Several people of various ages and sexes are all doing something on, around or inside the structure. Even though it is rarely clear what it is that they are doing, they are immersed in it, as if it was an ancient ritual. A young woman climbs down to the bottom of the structure through a hatch on the roof, and starts airbrushing an unrecognisable symbol on the damp, swollen wall, holding a feather. Another is literally beating the water inside the structure with an object reminiscent of a short-handled broom or a bundle of branches, like those used in a sauna to help improve blood circulation.

A man in a canoe or a kayak is paddling through the ocean with his hands, which are gloved, Edward Scissorhands-style, except instead of blades, there are feathers attached to them. Another guy is putting rocks together in a Stonehenge-like formation. Yet another is pushing a tyre containing four bottles of sand positioned in a cross shape – a wheel of time, of sorts.
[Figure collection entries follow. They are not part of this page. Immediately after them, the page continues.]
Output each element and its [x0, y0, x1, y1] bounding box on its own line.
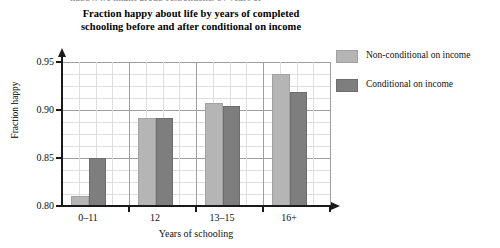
gridline-minor-vertical	[179, 62, 180, 206]
legend-swatch-non-conditional	[336, 50, 358, 63]
y-axis-labels: 0.800.850.900.95	[0, 0, 54, 248]
bar-chart-figure: happy, we might group respondents by yea…	[0, 0, 500, 248]
bar-non-conditional-1	[138, 118, 156, 206]
chart-title-line-2: schooling before and after conditional o…	[56, 20, 326, 33]
legend: Non-conditional on income Conditional on…	[336, 49, 498, 107]
y-axis-line	[61, 56, 63, 207]
legend-swatch-conditional	[336, 79, 358, 92]
bar-non-conditional-2	[205, 103, 223, 206]
x-axis-category-label-2: 13–15	[210, 212, 235, 223]
legend-item-non-conditional: Non-conditional on income	[336, 49, 498, 65]
chart-title: Fraction happy about life by years of co…	[56, 7, 326, 33]
x-axis-category-label-0: 0–11	[78, 212, 98, 223]
x-axis-line	[62, 205, 333, 207]
bar-conditional-3	[290, 92, 308, 206]
plot-area	[62, 62, 330, 206]
gridline-major-vertical	[129, 62, 130, 206]
y-axis-title: Fraction happy	[10, 55, 20, 165]
gridline-minor-vertical	[313, 62, 314, 206]
gridline-major-vertical	[330, 62, 331, 206]
y-axis-tick	[56, 61, 62, 62]
x-axis-arrow-icon	[331, 202, 340, 210]
x-axis-category-label-3: 16+	[281, 212, 297, 223]
x-axis-tick	[195, 206, 196, 212]
x-axis-tick	[128, 206, 129, 212]
bar-conditional-0	[89, 158, 107, 206]
gridline-minor-vertical	[112, 62, 113, 206]
gridline-minor-vertical	[79, 62, 80, 206]
y-axis-arrow-icon	[58, 48, 66, 57]
gridline-minor-vertical	[246, 62, 247, 206]
y-axis-tick	[56, 157, 62, 158]
legend-item-conditional: Conditional on income	[336, 78, 498, 94]
gridline-major-vertical	[196, 62, 197, 206]
gridline-major-vertical	[263, 62, 264, 206]
x-axis-tick	[329, 206, 330, 212]
bar-non-conditional-3	[272, 74, 290, 206]
bar-conditional-2	[223, 106, 241, 206]
chart-title-line-1: Fraction happy about life by years of co…	[83, 8, 300, 19]
legend-label-non-conditional: Non-conditional on income	[366, 50, 470, 60]
x-axis-category-label-1: 12	[150, 212, 160, 223]
cropped-text-above-figure: happy, we might group respondents by yea…	[70, 0, 370, 1]
legend-label-conditional: Conditional on income	[366, 79, 453, 89]
y-axis-tick	[56, 109, 62, 110]
x-axis-title: Years of schooling	[62, 228, 330, 239]
bar-conditional-1	[156, 118, 174, 206]
x-axis-tick	[262, 206, 263, 212]
y-axis-tick	[56, 205, 62, 206]
y-axis-tick-label: 0.80	[10, 200, 54, 211]
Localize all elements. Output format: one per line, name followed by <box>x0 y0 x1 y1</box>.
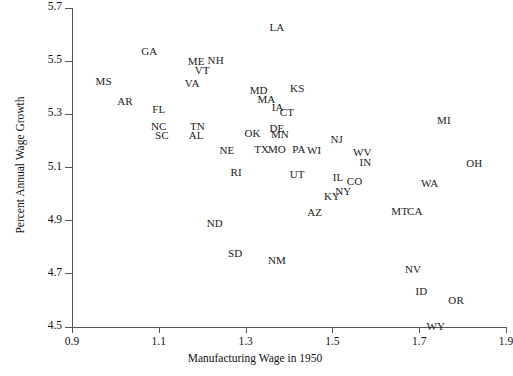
data-point-label: WY <box>426 320 445 331</box>
data-point-label: OH <box>466 157 482 168</box>
y-tick-mark <box>65 61 72 62</box>
data-point-label: OR <box>448 294 463 305</box>
y-tick-mark <box>65 220 72 221</box>
data-point-label: IL <box>333 172 344 183</box>
data-point-label: AR <box>117 95 132 106</box>
y-tick-mark <box>65 114 72 115</box>
y-tick-label: 4.7 <box>48 266 62 278</box>
data-point-label: MT <box>391 206 408 217</box>
data-point-label: WI <box>307 144 321 155</box>
data-point-label: SD <box>228 248 242 259</box>
x-tick-label: 1.1 <box>152 335 166 347</box>
data-point-label: RI <box>230 167 241 178</box>
data-point-label: KS <box>290 83 304 94</box>
data-point-label: GA <box>141 46 157 57</box>
data-point-label: CT <box>280 107 294 118</box>
data-point-label: MN <box>271 129 289 140</box>
x-tick-label: 0.9 <box>65 335 79 347</box>
data-point-label: ID <box>415 286 427 297</box>
data-point-label: PA <box>292 143 305 154</box>
data-point-label: NM <box>268 254 286 265</box>
data-point-label: MI <box>437 114 451 125</box>
x-tick-label: 1.7 <box>412 335 426 347</box>
data-point-label: WA <box>421 177 438 188</box>
data-point-label: FL <box>152 104 165 115</box>
y-tick-label: 5.5 <box>48 53 62 65</box>
x-tick-mark <box>332 327 333 333</box>
data-point-label: MS <box>96 75 112 86</box>
data-point-label: VA <box>185 77 200 88</box>
x-tick-mark <box>246 327 247 333</box>
data-point-label: SC <box>155 130 169 141</box>
data-point-label: ND <box>207 217 223 228</box>
y-tick-label: 5.1 <box>48 160 62 172</box>
data-point-label: KY <box>324 191 340 202</box>
data-point-label: MO <box>268 143 286 154</box>
data-point-label: LA <box>269 22 284 33</box>
data-point-label: NH <box>208 54 224 65</box>
y-tick-label: 5.3 <box>48 106 62 118</box>
data-point-label: IN <box>359 156 371 167</box>
data-point-label: UT <box>290 169 305 180</box>
y-tick-label: 4.9 <box>48 213 62 225</box>
x-tick-label: 1.3 <box>238 335 252 347</box>
y-tick-mark <box>65 273 72 274</box>
y-axis-title-text: Percent Annual Wage Growth <box>14 96 26 233</box>
x-tick-mark <box>419 327 420 333</box>
plot-area: 5.75.55.35.14.94.74.5 0.91.11.31.51.71.9… <box>72 8 506 327</box>
y-tick-mark <box>65 8 72 9</box>
data-point-label: TX <box>254 143 269 154</box>
x-tick-label: 1.9 <box>499 335 513 347</box>
data-point-label: NE <box>220 144 235 155</box>
data-point-label: CA <box>407 206 422 217</box>
x-axis-title: Manufacturing Wage in 1950 <box>0 352 510 364</box>
y-axis-title: Percent Annual Wage Growth <box>8 20 32 310</box>
y-tick-mark <box>65 327 72 328</box>
x-tick-mark <box>159 327 160 333</box>
data-point-label: AZ <box>307 207 322 218</box>
data-point-label: AL <box>189 130 204 141</box>
x-tick-mark <box>506 327 507 333</box>
x-tick-mark <box>72 327 73 333</box>
y-tick-label: 4.5 <box>48 319 62 331</box>
data-point-label: NV <box>405 264 421 275</box>
y-tick-label: 5.7 <box>48 0 62 12</box>
y-tick-mark <box>65 167 72 168</box>
data-point-label: VT <box>195 65 210 76</box>
data-point-label: NJ <box>331 133 343 144</box>
x-tick-label: 1.5 <box>325 335 339 347</box>
data-point-label: OK <box>244 128 260 139</box>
The camera dives under water to film sea kelp, and then we see a woman hanging the brown leaves out to dry. Another lady is pouring a black liquid into a jar and appears to be making some kind of apparatus for hand-drilling oil. Two people on one of the structure's many roofs are scratching rust off it, which looks like orange moss. We spot a whale coming up for breath; a dog is hanging around with the humans.

The organic and the (post-)industrial intertwine and fuse together. Oil, soot and ashes abound in these strange rituals; wooden blocks are piled up together with metal pipes and rubber hoses, and then a big fat bee lands on it.
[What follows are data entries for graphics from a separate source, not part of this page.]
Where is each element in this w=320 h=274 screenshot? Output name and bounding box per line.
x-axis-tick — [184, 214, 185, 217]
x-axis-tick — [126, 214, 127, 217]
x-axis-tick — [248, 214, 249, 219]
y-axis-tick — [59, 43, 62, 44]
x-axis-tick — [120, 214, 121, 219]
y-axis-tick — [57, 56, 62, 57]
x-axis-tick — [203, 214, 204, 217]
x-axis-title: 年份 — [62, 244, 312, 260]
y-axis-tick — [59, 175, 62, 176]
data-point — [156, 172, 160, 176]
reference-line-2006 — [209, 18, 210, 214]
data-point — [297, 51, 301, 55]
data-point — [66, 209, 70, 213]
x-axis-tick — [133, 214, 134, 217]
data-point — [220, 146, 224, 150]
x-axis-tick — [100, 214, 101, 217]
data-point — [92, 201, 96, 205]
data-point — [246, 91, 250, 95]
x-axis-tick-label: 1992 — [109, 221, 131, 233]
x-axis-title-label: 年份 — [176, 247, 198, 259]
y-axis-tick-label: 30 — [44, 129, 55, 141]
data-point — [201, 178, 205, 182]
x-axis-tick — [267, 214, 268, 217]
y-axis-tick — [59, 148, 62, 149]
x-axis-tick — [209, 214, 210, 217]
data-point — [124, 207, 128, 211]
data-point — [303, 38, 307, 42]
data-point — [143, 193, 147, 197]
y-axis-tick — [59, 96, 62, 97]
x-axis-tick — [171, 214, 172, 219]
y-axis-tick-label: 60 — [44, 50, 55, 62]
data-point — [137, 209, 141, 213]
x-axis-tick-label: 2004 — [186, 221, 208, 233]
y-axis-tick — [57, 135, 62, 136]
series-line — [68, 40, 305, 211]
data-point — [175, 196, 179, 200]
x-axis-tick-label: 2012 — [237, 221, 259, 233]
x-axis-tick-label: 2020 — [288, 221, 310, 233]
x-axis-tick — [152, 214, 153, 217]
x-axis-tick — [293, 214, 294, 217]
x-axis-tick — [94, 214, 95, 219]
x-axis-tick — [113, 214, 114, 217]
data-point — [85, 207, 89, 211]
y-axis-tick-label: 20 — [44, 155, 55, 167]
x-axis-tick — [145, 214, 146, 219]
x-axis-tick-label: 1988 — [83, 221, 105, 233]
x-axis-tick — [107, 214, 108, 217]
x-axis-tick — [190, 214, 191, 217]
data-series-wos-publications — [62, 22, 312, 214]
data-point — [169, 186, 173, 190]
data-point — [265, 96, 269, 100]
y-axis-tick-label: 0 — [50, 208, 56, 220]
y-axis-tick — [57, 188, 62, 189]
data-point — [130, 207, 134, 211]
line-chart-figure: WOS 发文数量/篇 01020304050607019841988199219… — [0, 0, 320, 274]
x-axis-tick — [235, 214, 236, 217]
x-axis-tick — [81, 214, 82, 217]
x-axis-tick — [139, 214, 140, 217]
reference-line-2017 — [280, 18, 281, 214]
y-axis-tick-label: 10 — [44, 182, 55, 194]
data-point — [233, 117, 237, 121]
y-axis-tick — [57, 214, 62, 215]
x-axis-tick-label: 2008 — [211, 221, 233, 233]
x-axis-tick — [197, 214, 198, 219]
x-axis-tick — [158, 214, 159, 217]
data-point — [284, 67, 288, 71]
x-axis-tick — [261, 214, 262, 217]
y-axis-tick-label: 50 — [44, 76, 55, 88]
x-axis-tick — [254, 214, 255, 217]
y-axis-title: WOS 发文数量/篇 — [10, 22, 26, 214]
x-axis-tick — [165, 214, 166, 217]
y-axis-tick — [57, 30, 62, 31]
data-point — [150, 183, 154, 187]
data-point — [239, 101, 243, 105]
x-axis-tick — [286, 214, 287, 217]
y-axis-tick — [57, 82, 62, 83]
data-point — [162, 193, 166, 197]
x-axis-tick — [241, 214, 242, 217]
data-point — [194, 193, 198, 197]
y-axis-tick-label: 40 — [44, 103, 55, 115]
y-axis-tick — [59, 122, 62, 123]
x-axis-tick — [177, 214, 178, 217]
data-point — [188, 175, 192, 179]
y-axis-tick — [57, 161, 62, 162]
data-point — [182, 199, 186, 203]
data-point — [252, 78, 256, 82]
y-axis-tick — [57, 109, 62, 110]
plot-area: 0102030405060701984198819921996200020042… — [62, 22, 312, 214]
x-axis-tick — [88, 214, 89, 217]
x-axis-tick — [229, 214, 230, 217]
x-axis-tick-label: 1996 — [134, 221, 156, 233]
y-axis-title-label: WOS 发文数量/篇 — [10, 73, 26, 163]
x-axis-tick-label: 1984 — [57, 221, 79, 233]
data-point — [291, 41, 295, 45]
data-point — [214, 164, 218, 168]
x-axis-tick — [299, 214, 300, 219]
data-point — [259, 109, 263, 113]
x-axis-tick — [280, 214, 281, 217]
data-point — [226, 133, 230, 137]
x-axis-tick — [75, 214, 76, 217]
There is no dialogue, except for three lines of Sjón's poetry read in a woman's voice-over at the beginning, in the middle and at the end of the film, which serve as the only potential clues. Meanwhile, Hafdís Bjarnadóttir's impressionistic, drone-like music and Ingvar Lundberg's sound design are so immersive that, if you close your eyes, you can experience a whole other film. The screeching and clanging of metal, the sound of boots on the concrete, the lapping of waves and bird noises create an elaborate soundscape that accompanies Bollason's camera as it slowly pans over the rough textures of the structure. It has become a part of the coastal landscape, the two fused together in entropy and decay. If Mannvirki has a message, it is probably located there, in the interaction between man and nature.

Structure is a production by Icelandic company Go to Sheep.